Its representatives explored the boundaries between life and death, sanity and madness, Soviet normality and dissident living, as well as the potential of black humor and «artistic idiocy» (a term coined by Necrorealist artists) within and beyond Soviet reality. In 1984, Yufit founded Mzhalala Film, an independent film studio in Leningrad that brought together artists, directors, and performers. In the 1990s, film critic Sergei Dobrotvorsky wrote that «early Necrorealist works affirmed the life of the body abandoned by the soul and promoted pure idiocy, untainted by instinct or subconsciousness. Their short films are reminiscent of Mack Sennett’s comedies of the 1910s and the shocking aesthetics of the French avant-garde, as well as the unbridled eccentricity of Soviet cinema in the 1920s.»

Writing about the studio’s early films in the journal Iskusstvo kino in 2020, film critic Eduard Golubev stated: «Necrorealism began with what is commonly referred to as ‘garage cinema, ’ an entirely independent genre with no established laws or norms of logic. In ‘garage cinema’ everything is done spontaneously and fast, there is no room for studied camerawork or direction.
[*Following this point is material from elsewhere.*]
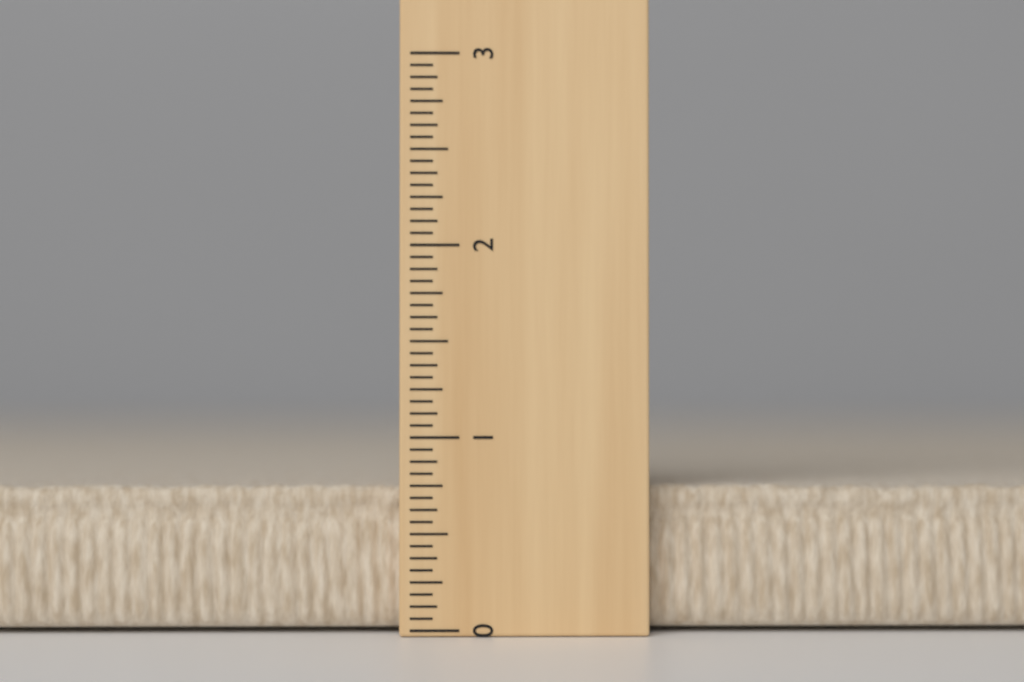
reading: 0.7500 (no unit)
The first Necrorealist works on film were short films that looked like demonic silent movies.»

Since Yevgeny Yufit’s death in 2016, researcher and filmmaker Masha Godovannaya and her son Timofey Yufit have been the owners and archivists of his legacy. Based on the materials in their collection, Masha Godovannaya has prepared a unique program focused on the family origins of Yevgeny Yufit’s work and his personal and artistic relationship with late Soviet reality. She will show Super 8 home movies made by Yevgeny Yufit’s grandfather Alexey Tsukanov, featuring family trips and episodes from their domestic life in the USSR in the 1960s and 1970s. The program also includes Yufit’s early cinematic studies and his experiments of the late 1970s, which led to the creation of his first short films Werewolf Orderlies (1984), Woodcutter (1985), and Spring (1987). The talk will finish with a screening of short films and «behind-the-scenes» footage of rehearsals, preparation for filming, and backstage events. 

All archival materials that will be shown during the talk have been digitized by the Austrian Film Museum.

ABOUT THE PARTICIPANT

Masha Godovannaya (b. 1976, Moscow) is an artist and curator of film and video projects. She holds a BA in Film Production from Brooklyn College (New York), MA degrees in Film and Video (Bard College, New York) and Sociology and Gender Studies (European University, St. Petersburg), and a PhD from the Academy of Fine Arts Vienna (artistic research, experimental film, auto/ethnography, and decolonial methodology). She has worked at the independent film archive and Jonas Mekas' Anthology Film Archives (New York), and has lived in St. Petersburg, where she continued her experimental film studies and taught at the Faculty of Liberal Arts and Sciences of the Smolny Institute. She has taken part in many film festivals around the world. She lives and works in Mexico.

HOW TO TAKE PART

Free admission with advance registration.

Stream

Here we’ve put together materials to help you get ready for a visit to the Museum or to take a deep dive into the current programs at Garage.